After reading Elisavietta Ritchie's Sorting Laundry, I realized the symbolic meaning that the laundry played in the couple's lives. The laundry that the clearly female speaker is folding is her way of relating their lives to each other. The sorting of the laundry means that the couple is clearing doing very well. As we see in the third stanza, it is first clear the Ritchie is using the laundry as a metaphor for certain aspects of their relationships. "pillowcases, despite so many washings, seams still holding our dreams"(Ritchie, 841).  Initially, I passed over the "seams" in this poem as a the normal "seems".  However, doing so canceled out some of the deep meaning behind the previously stated.  The 'seams' that the speaker mentions is used as something to compare the strength of the relationship to.  By those seams still holding strong and that they are both still carrying dreams together, the readers are able to see that the relationship that the speaker obviously cares so much about is doing well. 

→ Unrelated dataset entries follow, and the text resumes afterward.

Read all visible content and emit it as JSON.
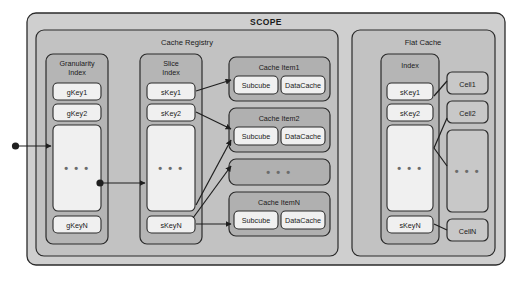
{
  "diagram": {
    "title": "SCOPE",
    "outer": {
      "label": "SCOPE"
    },
    "groups": [
      {
        "id": "cache_registry",
        "label": "Cache Registry"
      },
      {
        "id": "flat_cache",
        "label": "Flat Cache"
      }
    ],
    "granularity_index": {
      "title_line1": "Granularity",
      "title_line2": "Index",
      "keys": [
        "gKey1",
        "gKey2"
      ],
      "ellipsis": "• • •",
      "last_key": "gKeyN"
    },
    "slice_index": {
      "title_line1": "Slice",
      "title_line2": "Index",
      "keys": [
        "sKey1",
        "sKey2"
      ],
      "ellipsis": "• • •",
      "last_key": "sKeyN"
    },
    "cache_items": [
      {
        "title": "Cache Item1",
        "left": "Subcube",
        "right": "DataCache"
      },
      {
        "title": "Cache Item2",
        "left": "Subcube",
        "right": "DataCache"
      },
      {
        "title": "",
        "left": "",
        "right": "",
        "ellipsis": "• • •"
      },
      {
        "title": "Cache ItemN",
        "left": "Subcube",
        "right": "DataCache"
      }
    ],
    "flat_index": {
      "title": "Index",
      "keys": [
        "sKey1",
        "sKey2"
      ],
      "ellipsis": "• • •",
      "last_key": "sKeyN"
    },
    "cells": [
      {
        "label": "Cell1"
      },
      {
        "label": "Cell2"
      },
      {
        "label": "",
        "ellipsis": "• • •"
      },
      {
        "label": "CellN"
      }
    ],
    "colors": {
      "page_background": "#ffffff",
      "scope_fill": "#cfcfcf",
      "group_fill": "#c2c2c2",
      "panel_fill": "#b5b5b5",
      "item_fill": "#b0b0b0",
      "box_fill": "#f0f0f0",
      "cell_fill": "#c8c8c8",
      "stroke": "#2b2b2b",
      "text": "#1a1a1a",
      "dots": "#6b6b6b"
    }
  }
}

I taste a liquor never brewed

The first indication that this drunkenness was not correlated to the typical alcohol that normal people think of occurred on the 2nd line. "From Tankards scooped in Pearl--"(Dickinson).  Then,  immediately following the first stanza, stanza two confirms my previous thoughts.  The speaker is literally drunk on air, dew, life, nature, summer.  They are living it up until they cannot any longer.  The speaker states that even after butterflies turn away from their sweet nectar, they will still be getting drunk on the sweet nature.  
The figurative meaning behind the inns of Molten Blue is one that takes some outside understanding to comprehend.  The most basic explanation that I could derive would be that the blue represented the sky.  Inns are places that people stat and pass through.  The speaker is saying that the blue melded together sky is something that all people pass through.  

Convergence of the Twain

Upon reading Thomas Hardy's Convergence of the Twain, I could not stop correlating every action or description in this poem to the movie Titanic.   The reasoning behind this has to do with the immense imagery contained in the poem.  The first three to four stanzas deal solely with visual descriptions of things that enable us to put pictures to the words we read.   As the poem progressed, I noticed that he was using a continuing and evolving metaphor.  The first evident example of the metaphor comes in line 9.  "The sea-worm crawls--grotesque, slimed, dumb, indifferent"(Hardy).  This quote puts a negative connotation to the presumed and stereotyped view that the extravagant Titanic had.  Hardy, by describing the ship in such light, is characterizing the ship and placing a name upon it based on the nature of those that the ship carries.  By nature, the ship is a floating piece of human vanity.  What surprises me more is that this surprisingly harsh and realistic view of the Titanic was published a very short amount of time following the sinking.